Expand a given pool instance : cStor Pool supports thin provisioning, which means that the volume replica that resides on a given cStor pool can be given much bigger size or quota than the physical storage capacity available in the pool. When the actual capacity becomes nearly full (80% or more for example), the pool instance is expanded by adding a set of blockdevices to it. If the pool instance’s disk RAID type is STRIPE, then the disks can be added in any multiples of disks (1 disk or more) at a time, but if the type is any of the RAIDZx, then the expansion is done by adding any multiples of RAIDZ groups (1 group or more).
Delete a pool instance : When a Kubernetes node needs to be drained in a planned manner, then the volume replicas in the pool instance that resides on that node need to be drained by moving them to other pool instance(s). Once all the volume replicas are drained, the pool instance can be deleted.
cStor Volume snapshots
cStor snapshots are taken instantaneously as they are point-in-time copy of the volume data.

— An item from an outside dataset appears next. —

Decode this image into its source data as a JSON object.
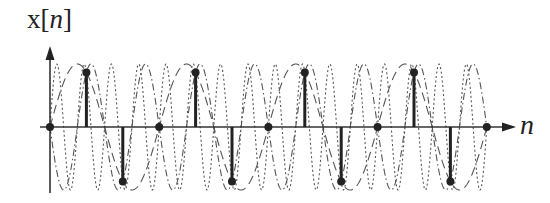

OpenEBS supports standard Kubernetes API to take snapshots and restore volumes from snapshots.
Example specification for a snapshot is shown below.
Note that the snapshot is taken on a PVC and not on PV.
apiVersion: volumesnapshot.external-storage.k8s.io/v1
kind: VolumeSnapshot
metadata:
name: snapshot-cstor-volume
namespace: <Source_PVC_namespace>
spec:
persistentVolumeClaimName: cstor-vol1-claim
When the above snapshot specification is run through kubectl it creates two Kubernetes resources.
- Volume snapshot
- Volume snapshot data
Following command is used to list the snapshots in a given namespace
kubectl get volumesnapshots -n <namespace>
Note 1: When cStor volume has three replicas, creation of volume snapshots is possible when the volume is in quorum, which means the at least two of the replicas are online and fully synced.
cStor volume clones
Clones in cStor are also instantaneous. They are created in the same namespace as that of the snapshot and belong to the same cStor Pool. In Kubernetes storage architecture, clone from a snapshot is same as creating a new PV.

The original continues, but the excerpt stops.